Now, though, she felt parts of herself growing back, unfurling in the back of the taxi, her body hot, her heart pounding.
‘So, what are you doing – I don’t mean – there’s nothing wrong but . . .’ She was tripping over her words, her tongue clumsy, as she tried to reacclimatise to being around Adric.
‘I know there’s nothing wrong with me driving a taxi, Yaa.’ His voice was hard, and pushed at Yaa’s heart till it fell into her stomach.
‘Yes. Of course.’
There was a pause as Adric moved off from the traffic light. He sighed and rubbed his forehead.
‘I teach politics at the City Polytechnic. Mama got sick a few months back. She’s fine, don’t worry, but I do this after work sometimes to help pay some of the bills.’
Yaa had been lobbying for a bill for months that would support the elderly if they became sick and had to stop working and had been encouraging Kofi to include it in his campaign. He’d said, as he did about most of her suggestions, ‘Everything in due time, Yaa.’
Yaa cleared her throat. ‘I’m sorry about Auntie. I’m glad she’s fine. I miss her.’
She saw Adric nod. ‘She misses you too. Mentions you all the time. She likes seeing you on the news, talking about things that matter. Doesn’t like seeing you on the news next to Kofi, though. She said she doesn’t trust him. His ears are too small.’
Yaa smiled. Trust Adric to infuse some semblance of normality into the awkwardness, to calm her nerves. ‘Hmm. They are kind of tiny, aren’t they? Must be why he struggles to hear anything besides his own voice.’
Within the silence that fell, a rapper on the radio rhymed ‘waist’ with ‘rotate’ and offered to ‘pound it till you’re soft like fufu’。 After a few moments, Yaa and Adric both laughed, hard, cathartically, at the absurdity, at the inappropriateness, and at the tragedy of it all. They stopped at another traffic light.
‘Can you unlock the car please?’ Yaa asked.
Adric turned around, eyes aghast. ‘You serious? Yaa . . . at least let me drop you somewhere safe!’
‘Unlock the car. Please. I’m uncomfortable.’
Adric blinked, startled, before he nodded and turned around. The doors clicked. Wordlessly, Yaa slipped out of the backseat of the car, and slammed the door behind her. She walked around to the front and slid into the front passenger seat next to Adric.
She exhaled deeply. ‘Better.’
Adric shook his head at her, a smile spreading across his handsome face, so bright it was like her own personal dawn.
He laughed. ‘You had me there.’
Yaa giggled, a sound she hadn’t made in years. ‘I couldn’t help it. Sorry,’ she paused as her smile faded, ‘I am so sorry.’
The traffic light switched to green and Adric nodded as he looked out into the road, his jaw tightening again. ‘It was a lifetime ago, Yaayaa. We were children.’
Yaa’s throat tightened and she looked down. ‘What we had wasn’t childish.’
Adric released a long breath. ‘No. It wasn’t.’
Yaa lifted up her head and swallowed. ‘What I did was selfish. I know. I just . . . for the first time I could live my life without all those expectations. For the first time someone was seeing me. I wanted to hold on to that for as long as I could. Hold on to you. I think I was scared of letting go of Kofi because I was scared of what I would be with my future unwritten. Once you have freedom, if you fuck up, that’s on you, you know?’
Adric glanced at her, and as quick as it was, Yaa saw something warm and tender that balmed the long-cracked parts of her heart before he spoke. ‘That’s the beauty of it, though. The power is with you. And the power has always been with you, Yaa. I’ve always seen it in you. I saw it when we first met at that rally, and I see it in you with everything you do today, fighting for progress and trying to use your status for good. I think you underestimate yourself. I understand why. You were brought up to think you needed them. I didn’t understand that then, but I understand now. They made you feel like you weren’t enough on your own and that’s hard to shake. I’m sorry for how hard I was on you. I’m sorry for the last thing I said to you. I know who you were with me was real.’
Yaa stared at Adric’s profile, the slope of his nose, the fullness of his lips, and realised that she recognised his face as home. He still somehow was able to see her in the midst of his own hurt. Unthinkingly, she slid her hand over his on the gearstick and squeezed. Heat immediately rushed through her and made her belly swoop low. She removed her hand in a panic, mortified by her boundary crossing. She’d broken his heart and now she thought she could just hit on him while he was working, like some kind of pervert? Yaa was contemplating hurling herself out of the moving car when she felt his knuckles graze her cheek gently, sweetly. His eyes were still on the road. She turned his hand over in hers and pressed her lips into his palm.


• WHAT YOU SHOULD DO: Go over the data and keep only the lines that include "root".

GIVEN ENTRIES: Begin

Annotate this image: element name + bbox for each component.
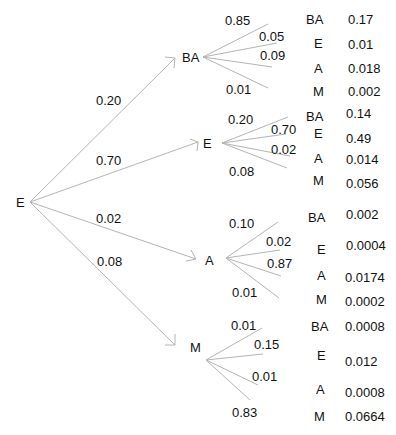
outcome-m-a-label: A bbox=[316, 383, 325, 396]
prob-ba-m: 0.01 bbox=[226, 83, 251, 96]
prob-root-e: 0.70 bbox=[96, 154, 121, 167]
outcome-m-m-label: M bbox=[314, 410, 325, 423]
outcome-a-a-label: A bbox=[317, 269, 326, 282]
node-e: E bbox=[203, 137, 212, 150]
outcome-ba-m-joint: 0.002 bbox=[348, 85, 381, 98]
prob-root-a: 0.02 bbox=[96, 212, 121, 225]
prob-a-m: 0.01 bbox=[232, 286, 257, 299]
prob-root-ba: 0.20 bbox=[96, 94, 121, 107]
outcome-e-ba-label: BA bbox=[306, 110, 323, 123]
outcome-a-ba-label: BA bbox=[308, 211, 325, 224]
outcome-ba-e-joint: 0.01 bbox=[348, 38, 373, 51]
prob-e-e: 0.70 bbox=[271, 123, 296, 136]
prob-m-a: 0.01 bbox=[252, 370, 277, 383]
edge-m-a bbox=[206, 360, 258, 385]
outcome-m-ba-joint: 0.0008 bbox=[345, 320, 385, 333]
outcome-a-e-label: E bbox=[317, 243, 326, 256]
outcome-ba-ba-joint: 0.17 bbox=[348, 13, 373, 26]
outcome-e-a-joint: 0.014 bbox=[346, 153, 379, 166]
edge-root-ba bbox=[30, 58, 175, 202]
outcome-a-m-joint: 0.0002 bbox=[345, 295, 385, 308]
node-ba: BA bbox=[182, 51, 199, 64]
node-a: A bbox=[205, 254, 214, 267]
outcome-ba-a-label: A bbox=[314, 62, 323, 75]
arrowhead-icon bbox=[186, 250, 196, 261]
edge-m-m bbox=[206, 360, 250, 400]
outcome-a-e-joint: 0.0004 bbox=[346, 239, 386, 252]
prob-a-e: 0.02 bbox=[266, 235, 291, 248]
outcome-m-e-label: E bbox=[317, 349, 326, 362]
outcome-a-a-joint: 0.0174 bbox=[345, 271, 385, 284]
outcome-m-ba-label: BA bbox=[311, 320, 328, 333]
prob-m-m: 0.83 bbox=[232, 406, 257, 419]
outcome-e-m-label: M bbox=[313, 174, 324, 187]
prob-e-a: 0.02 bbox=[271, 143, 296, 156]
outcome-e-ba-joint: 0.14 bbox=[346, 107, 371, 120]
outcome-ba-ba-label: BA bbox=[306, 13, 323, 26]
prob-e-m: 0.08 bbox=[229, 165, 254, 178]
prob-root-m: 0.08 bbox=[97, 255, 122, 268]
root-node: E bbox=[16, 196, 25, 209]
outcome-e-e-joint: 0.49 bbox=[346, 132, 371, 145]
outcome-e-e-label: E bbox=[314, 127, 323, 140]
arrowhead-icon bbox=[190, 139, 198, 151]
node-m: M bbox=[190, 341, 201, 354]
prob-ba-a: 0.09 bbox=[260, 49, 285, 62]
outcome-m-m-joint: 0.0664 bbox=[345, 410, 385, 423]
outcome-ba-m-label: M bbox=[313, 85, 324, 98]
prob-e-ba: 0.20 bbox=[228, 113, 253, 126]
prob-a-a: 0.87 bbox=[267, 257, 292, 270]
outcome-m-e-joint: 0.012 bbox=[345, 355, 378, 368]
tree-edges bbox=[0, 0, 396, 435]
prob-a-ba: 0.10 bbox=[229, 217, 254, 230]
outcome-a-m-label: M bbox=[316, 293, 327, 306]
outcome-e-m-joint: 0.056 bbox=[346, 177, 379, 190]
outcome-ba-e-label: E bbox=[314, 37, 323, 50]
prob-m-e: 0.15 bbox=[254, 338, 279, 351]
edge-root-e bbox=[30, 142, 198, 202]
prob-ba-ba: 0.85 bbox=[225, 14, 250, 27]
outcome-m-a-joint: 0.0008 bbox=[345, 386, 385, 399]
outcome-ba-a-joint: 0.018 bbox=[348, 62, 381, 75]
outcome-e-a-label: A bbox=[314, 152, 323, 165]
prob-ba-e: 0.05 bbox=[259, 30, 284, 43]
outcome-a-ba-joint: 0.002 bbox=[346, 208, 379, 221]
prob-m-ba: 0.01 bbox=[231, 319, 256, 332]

GIVEN ENTRIES: End

• WRITTEN RESPONSE:
prob-root-e: 0.70 bbox=[96, 154, 121, 167]
prob-root-a: 0.02 bbox=[96, 212, 121, 225]
prob-root-ba: 0.20 bbox=[96, 94, 121, 107]
edge-root-ba bbox=[30, 58, 175, 202]
prob-root-m: 0.08 bbox=[97, 255, 122, 268]
root-node: E bbox=[16, 196, 25, 209]
edge-root-e bbox=[30, 142, 198, 202]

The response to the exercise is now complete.